Common Name : Pomelo, Chinese Grapefruit
Hindi Name : चकोतरा | Scientific Name : Citrus grandis
Family : Rutaceae
Uses : The ripe fruit is eaten raw and made into preserves and fruit drinks. The fruit can also be added to fruit salads or make into jams, marmalade etc. The fruit is large and thick-skinned, resembling a grapefruit but with a firmer, non-bitter flesh and less juice. The fruits are utilized as a source of pectin; peel can be candied and used as flavouring in cakes etc. The flowers are used for scenting tea. Various parts of the tree have traditional medicinal applications, including the leaves, flowers, fruits and seeds. They are used to treat a range of conditions, including coughs, fevers and gastric disorders. A decoction of the fresh leaves, in combination with the leaves from some other aromatic species, is used in the treatment of coryza, influenza and headache by inhalation of the vapour from the boiling decoction. The fruit rind is an effective treatment for dyspepsia, colic and cough, in a daily dose of 4 to 12g in the form of a decoction. The seed envelopes contain pectin, which is a haemostatic. The seeds, stripped of their envelope and charred, are applied externally as a treatment for impetigo. An essential oil is obtained from the flowers. The aromatic flowers are used to make perfume in Vietnam.
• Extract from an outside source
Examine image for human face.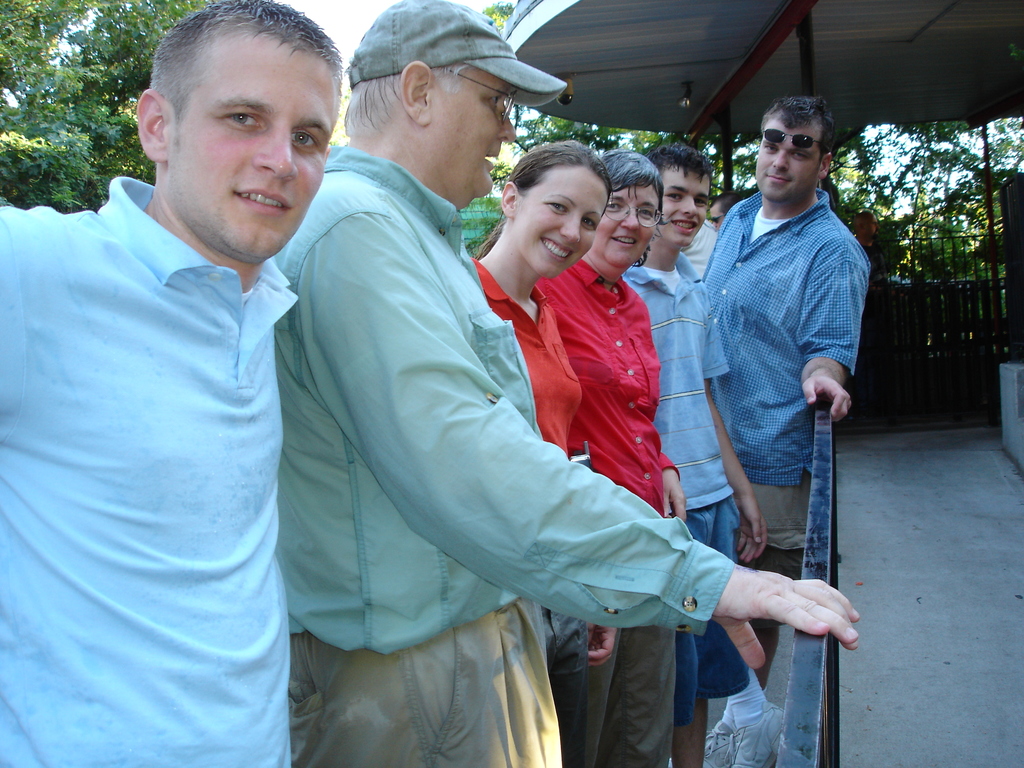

The wood is used for tool handles.
Native: Southeast Asia
General Description: It is a low-branching, evergreen tree growing 5-10m tall with occasional specimens up to 15m. The spreading branches bear spines up to 5cm long, though there are some forms in cultivation that are free of spines. The tree is widely cultivated for its edible fruit in tropical and subtropical regions and, even if the fruit is of inferior quality, the tree may still be grown for its various medicinal applications. It has the biggest flowers (with five sepals and petals and 20–25 stamens, with large linear anthers) and produces the biggest fruits in Citrus, which are oblate-spheroid or sub pyriform with large, thick, wrinkled seeds. The fruit usually has a thick peel and very large pulp vesicles compared with other Citrus species. Young angular twigs, leaf midribs, and large veins and petioles are often pubescent. Leaves are large or very large, oval or elliptic-oval, with a blunt point at the tip and a broadly rounded base, often subcordate and even slightly overlapping the winged petiole, the petiole is broadly winged, and more or less cordate.